Late one evening in 1994, an Italian magistrate walked into a storage room at the military prosecutor’s offices in Rome. There his eye was caught by a 6ft-high wooden cupboard, curiously positioned so that it faced the wall. His interest piqued, he pulled the cupboard around and opened its doors. Inside were stacks of documents dating from the mid-1940s. In all, there were 695 long-lost war crime investigation files, detailing more than 2,000 incidents that had taken place in Italy during the fascist period. Picking up the story, the Italian media dubbed the cupboard the ‘wardrobe of shame’ – which quickly became a metaphor for what Thomas Harding calls ‘Italy’s general amnesia about the fascist past’.
The Einstein Vendetta focuses on one specific war crime: a triple murder that took place at the beautiful Villa Il Focardo, 15 miles from Florence, in the summer of 1944. The first half of the book sets the scene, painting the idyllic pre-war world of the German-born Robert Einstein (a close cousin of Albert), his Italian wife Nina, two daughters Luce and Cici, and informally adopted twin nieces, all living at their villa, surrounded by a vineyard, wheat fields, a peach orchard and olive groves. As the author of several books focusing on properties with poignant second world war histories, such as The House by the Lake, Harding is well suited to writing a villa-based drama. Here he evokes time and place beautifully, while paying forensic attention to detail. As a result, the story is a slow burn but the short chapters, with plenty of cliff-hangers, keep the pages turning.
By late 1943, Italy was divided between Mussolini’s fascist regime in the north and the German-occupied south.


> [WORK ORDER]
Please transcribe the records precisely; pictures stay out of your copy.

> [DATA RECORDS]

*** Begin section ***

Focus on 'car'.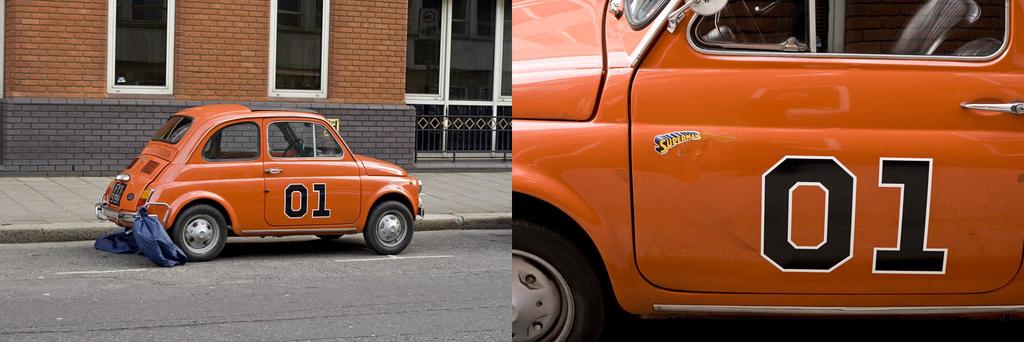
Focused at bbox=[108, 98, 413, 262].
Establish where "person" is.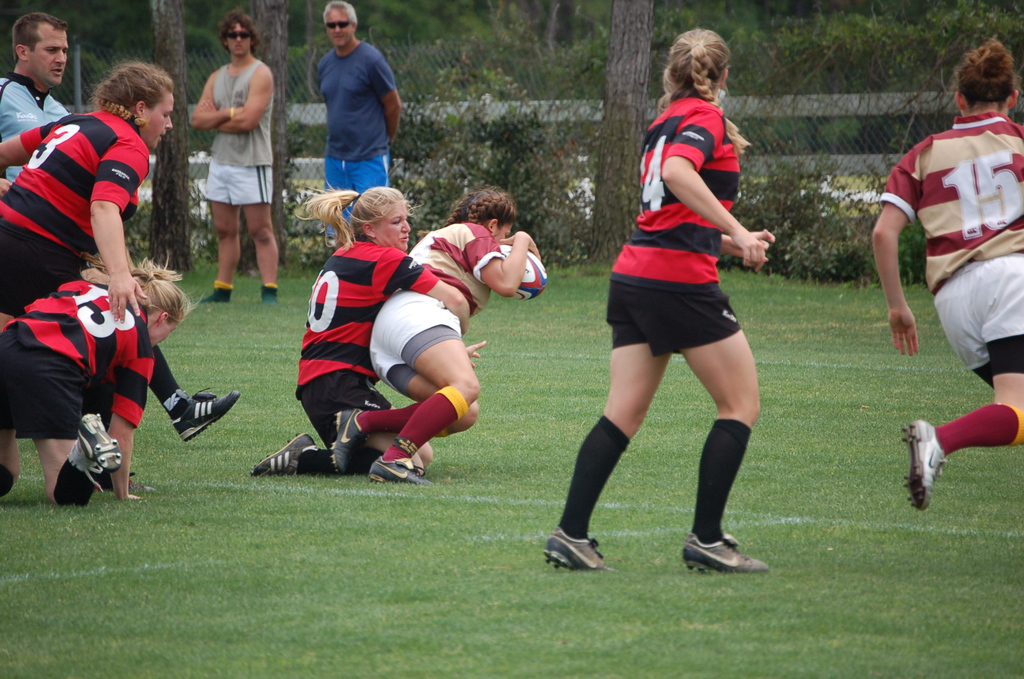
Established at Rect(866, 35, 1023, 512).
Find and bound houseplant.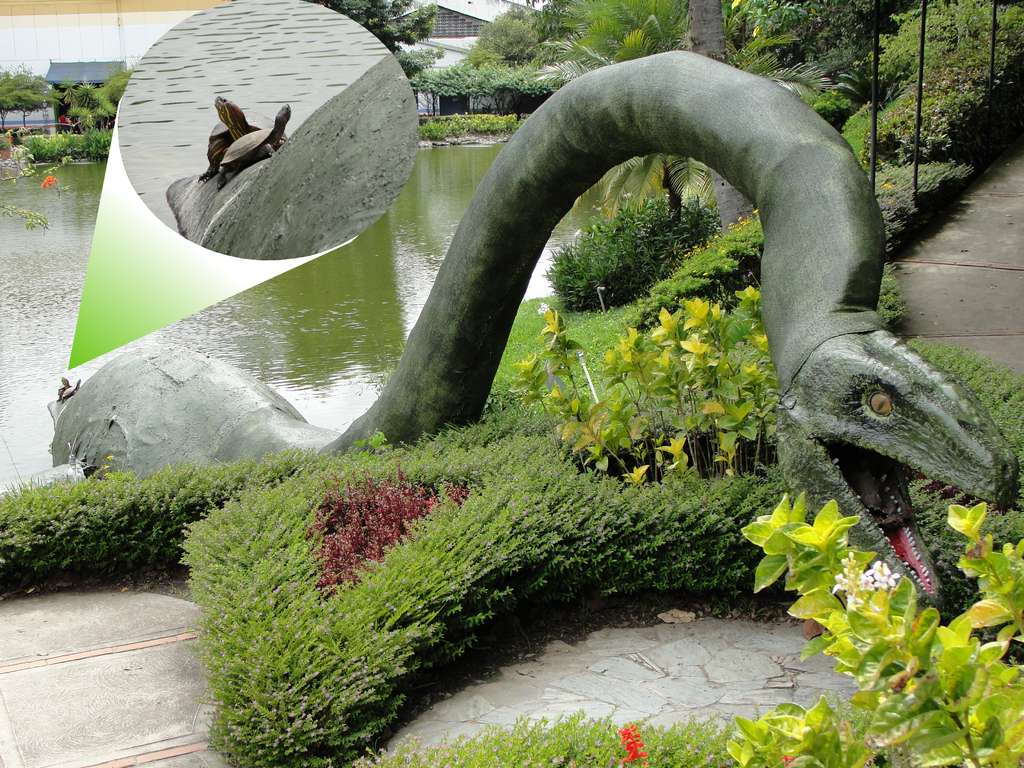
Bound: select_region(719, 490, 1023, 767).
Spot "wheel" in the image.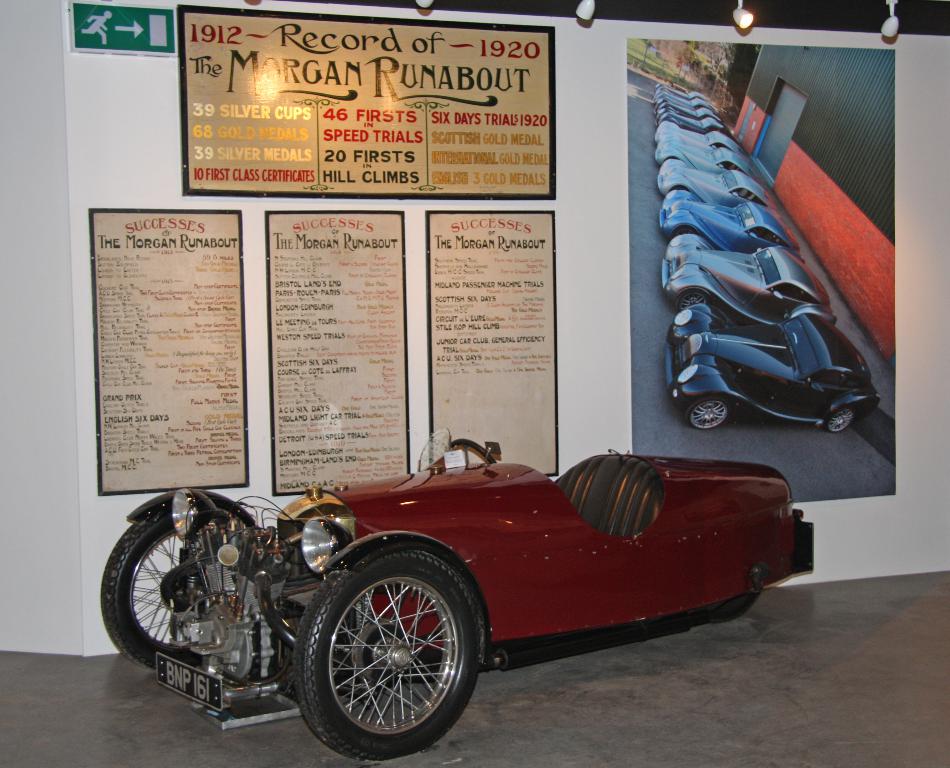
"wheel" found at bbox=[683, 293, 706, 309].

*** End section ***

> [SOLUTION]
Focus on 'car'.
Focused at bbox=[108, 98, 413, 262].
Establish where "person" is.
Established at Rect(866, 35, 1023, 512).
Find and bound houseplant.
Bound: select_region(719, 490, 1023, 767).
Spot "wheel" in the image.
"wheel" found at bbox=[683, 293, 706, 309].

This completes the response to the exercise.